One of the very many reasons I love my friends and love meeting new people is because they bring perspective to my life.
I'm the sort of person who is never happy with where I'm at in life, I'm always wanting to strive for the next new thing, create the next goal, the next project; change this, move that. This doesn't mean I am "never happy" just that I am always trying to get to "anywhere but here", both geographically and in terms of this moment in time.
My "anywhere but here" issue of late is my day job. You know, the one that pays all those pesky bills. I don't hate it but I don't love it. It's certainly not my passion. However, it has a lot of perks: I work from home, I don't have anyone breathing down my neck (most days), I control my own schedule, and I get a lot of input into how the company is run. Am I sick-and-tired to the hilt of being "coached", "assessed", and "moulded"? Absofrickinlutely! But would I want to work anywhere else? You know, in one of those cubicle farms with a supervisor and all that? Ughh... no. (I firmly believe myself to be unsupervisable.)
Today I met with another local photographer and now, I hope, friend, and we chatted about business stuff. She does this full time, lucky gal, and she is looking at making some changes in her business. As a result, she's going through a lot of the same stuff I am right now: pricing, web content, branding, direction...
What I realized in that chat is that, as much as the golden-handcuffs are 8 hours of my day where I am not pursuing my passion, they provide me with some financial freedom to take chances and fail; risks that are much more nail-biting when photography is your main income, your livelihood. The stakes are higher, the ramifications greater if you don't make the right decision.
So, while I still dream of a life where I have a regular stream of business and income from photography, and where I can cut those chains to my corporate life, right now I am given the luxury of experimenting with my business on my own time, in my own way, and without the fear of failure.
Like I said, perspective.
1 comment:
Always useful isn't it to get a glimpse of our own lives from the outside in.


Copy the lines verbatim, beginning with the line that contains "Tell me where flower is." and continuing through the end of the data, and only those lines.

> Data:
- - -

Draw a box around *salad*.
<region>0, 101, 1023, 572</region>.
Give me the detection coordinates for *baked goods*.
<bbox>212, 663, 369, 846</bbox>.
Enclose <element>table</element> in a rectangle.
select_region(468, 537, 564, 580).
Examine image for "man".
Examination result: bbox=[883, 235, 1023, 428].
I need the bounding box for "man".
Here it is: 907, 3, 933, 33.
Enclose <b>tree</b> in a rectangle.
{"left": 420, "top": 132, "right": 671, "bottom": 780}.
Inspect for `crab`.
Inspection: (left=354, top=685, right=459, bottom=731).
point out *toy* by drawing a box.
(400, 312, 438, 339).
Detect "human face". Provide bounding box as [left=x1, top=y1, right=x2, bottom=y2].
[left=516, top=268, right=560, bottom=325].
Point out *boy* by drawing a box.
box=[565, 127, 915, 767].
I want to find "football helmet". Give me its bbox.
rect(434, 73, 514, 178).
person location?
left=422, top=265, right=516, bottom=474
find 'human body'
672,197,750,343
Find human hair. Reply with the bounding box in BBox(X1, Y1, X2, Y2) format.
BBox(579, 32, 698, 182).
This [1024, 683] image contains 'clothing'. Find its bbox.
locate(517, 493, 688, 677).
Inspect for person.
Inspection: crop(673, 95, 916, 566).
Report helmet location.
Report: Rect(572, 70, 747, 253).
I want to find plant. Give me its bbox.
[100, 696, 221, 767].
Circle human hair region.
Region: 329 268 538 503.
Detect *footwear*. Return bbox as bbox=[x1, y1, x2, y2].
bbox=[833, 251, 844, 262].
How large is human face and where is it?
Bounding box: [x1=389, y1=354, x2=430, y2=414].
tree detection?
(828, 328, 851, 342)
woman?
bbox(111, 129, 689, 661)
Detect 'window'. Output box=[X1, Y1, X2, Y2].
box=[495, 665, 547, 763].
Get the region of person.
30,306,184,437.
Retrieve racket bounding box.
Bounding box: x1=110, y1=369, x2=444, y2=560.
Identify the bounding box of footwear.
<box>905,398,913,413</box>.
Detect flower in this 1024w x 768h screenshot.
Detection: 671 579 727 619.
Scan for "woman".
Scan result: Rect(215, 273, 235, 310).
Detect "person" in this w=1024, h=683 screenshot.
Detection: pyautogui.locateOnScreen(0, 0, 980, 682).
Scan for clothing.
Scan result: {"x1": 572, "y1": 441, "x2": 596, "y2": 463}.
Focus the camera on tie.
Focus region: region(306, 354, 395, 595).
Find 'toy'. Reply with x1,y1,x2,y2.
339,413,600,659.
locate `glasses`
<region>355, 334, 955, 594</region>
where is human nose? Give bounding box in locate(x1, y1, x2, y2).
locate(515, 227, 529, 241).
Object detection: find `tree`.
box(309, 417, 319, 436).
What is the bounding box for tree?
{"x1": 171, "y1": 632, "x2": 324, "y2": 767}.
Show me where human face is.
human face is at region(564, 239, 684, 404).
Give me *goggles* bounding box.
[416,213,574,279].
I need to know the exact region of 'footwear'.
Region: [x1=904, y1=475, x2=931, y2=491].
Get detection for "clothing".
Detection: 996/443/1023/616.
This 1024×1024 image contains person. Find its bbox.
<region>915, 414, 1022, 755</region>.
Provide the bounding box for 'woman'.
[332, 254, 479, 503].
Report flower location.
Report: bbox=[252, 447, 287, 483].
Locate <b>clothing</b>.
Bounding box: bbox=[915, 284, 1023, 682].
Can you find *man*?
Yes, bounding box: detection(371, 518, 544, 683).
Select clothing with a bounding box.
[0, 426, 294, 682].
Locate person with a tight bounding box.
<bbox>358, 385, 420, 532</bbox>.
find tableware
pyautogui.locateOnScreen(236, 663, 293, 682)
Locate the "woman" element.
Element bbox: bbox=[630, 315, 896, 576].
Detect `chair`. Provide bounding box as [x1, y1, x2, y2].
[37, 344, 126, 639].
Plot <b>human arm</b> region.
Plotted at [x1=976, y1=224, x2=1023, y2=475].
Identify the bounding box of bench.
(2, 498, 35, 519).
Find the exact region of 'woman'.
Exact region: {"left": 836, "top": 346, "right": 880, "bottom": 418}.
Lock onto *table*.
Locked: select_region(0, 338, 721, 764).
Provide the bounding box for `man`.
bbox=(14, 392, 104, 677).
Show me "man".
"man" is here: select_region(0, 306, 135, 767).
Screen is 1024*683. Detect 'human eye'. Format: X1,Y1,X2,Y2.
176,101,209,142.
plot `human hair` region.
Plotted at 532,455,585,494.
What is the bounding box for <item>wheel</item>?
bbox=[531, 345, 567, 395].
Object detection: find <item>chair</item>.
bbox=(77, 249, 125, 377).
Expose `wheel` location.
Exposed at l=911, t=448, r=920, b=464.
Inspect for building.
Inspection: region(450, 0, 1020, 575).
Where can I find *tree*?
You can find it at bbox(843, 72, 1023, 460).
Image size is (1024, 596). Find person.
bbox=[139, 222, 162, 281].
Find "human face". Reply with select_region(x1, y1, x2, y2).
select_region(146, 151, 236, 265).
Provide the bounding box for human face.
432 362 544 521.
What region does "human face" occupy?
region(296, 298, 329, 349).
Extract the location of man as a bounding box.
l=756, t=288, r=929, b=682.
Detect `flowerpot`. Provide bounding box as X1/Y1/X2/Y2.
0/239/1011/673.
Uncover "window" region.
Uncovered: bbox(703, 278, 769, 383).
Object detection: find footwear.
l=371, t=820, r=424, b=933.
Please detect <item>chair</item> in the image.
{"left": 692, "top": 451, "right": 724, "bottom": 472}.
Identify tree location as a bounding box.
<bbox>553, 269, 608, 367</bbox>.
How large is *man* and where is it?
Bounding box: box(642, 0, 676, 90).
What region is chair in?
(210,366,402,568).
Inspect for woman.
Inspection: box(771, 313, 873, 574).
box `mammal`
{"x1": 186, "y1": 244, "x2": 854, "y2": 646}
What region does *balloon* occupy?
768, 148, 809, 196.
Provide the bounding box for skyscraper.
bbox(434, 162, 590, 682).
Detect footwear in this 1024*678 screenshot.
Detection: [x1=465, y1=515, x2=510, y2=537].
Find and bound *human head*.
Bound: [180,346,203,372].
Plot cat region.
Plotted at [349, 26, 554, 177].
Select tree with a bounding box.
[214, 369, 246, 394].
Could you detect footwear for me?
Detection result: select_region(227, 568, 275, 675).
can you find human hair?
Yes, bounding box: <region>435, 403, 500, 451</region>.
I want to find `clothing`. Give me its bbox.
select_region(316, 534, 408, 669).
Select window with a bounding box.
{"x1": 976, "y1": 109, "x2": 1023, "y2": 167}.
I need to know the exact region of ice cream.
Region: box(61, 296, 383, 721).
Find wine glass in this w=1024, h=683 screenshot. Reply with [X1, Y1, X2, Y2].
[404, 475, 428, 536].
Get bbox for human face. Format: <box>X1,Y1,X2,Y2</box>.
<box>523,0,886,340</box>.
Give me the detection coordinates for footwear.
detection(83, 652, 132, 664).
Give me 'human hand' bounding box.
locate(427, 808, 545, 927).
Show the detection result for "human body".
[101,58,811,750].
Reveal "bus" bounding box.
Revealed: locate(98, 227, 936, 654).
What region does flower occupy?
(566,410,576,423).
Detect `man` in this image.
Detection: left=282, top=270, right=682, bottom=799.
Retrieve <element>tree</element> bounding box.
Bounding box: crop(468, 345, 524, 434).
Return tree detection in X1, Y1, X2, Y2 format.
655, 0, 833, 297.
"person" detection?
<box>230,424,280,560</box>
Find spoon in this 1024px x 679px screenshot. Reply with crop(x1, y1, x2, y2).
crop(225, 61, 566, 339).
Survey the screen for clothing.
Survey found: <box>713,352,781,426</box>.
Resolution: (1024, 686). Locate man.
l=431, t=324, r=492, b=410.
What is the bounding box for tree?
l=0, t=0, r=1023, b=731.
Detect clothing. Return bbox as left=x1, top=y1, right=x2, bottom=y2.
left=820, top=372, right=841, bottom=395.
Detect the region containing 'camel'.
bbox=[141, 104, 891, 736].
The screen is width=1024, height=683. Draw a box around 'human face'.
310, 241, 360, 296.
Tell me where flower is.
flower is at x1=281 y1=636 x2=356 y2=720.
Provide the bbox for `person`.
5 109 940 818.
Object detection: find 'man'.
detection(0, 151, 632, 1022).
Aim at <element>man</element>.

- - -

> Response area:
Tell me where flower is.
flower is at x1=281 y1=636 x2=356 y2=720.
Provide the bbox for `person`.
5 109 940 818.
Object detection: find 'man'.
detection(0, 151, 632, 1022).
Aim at <element>man</element>.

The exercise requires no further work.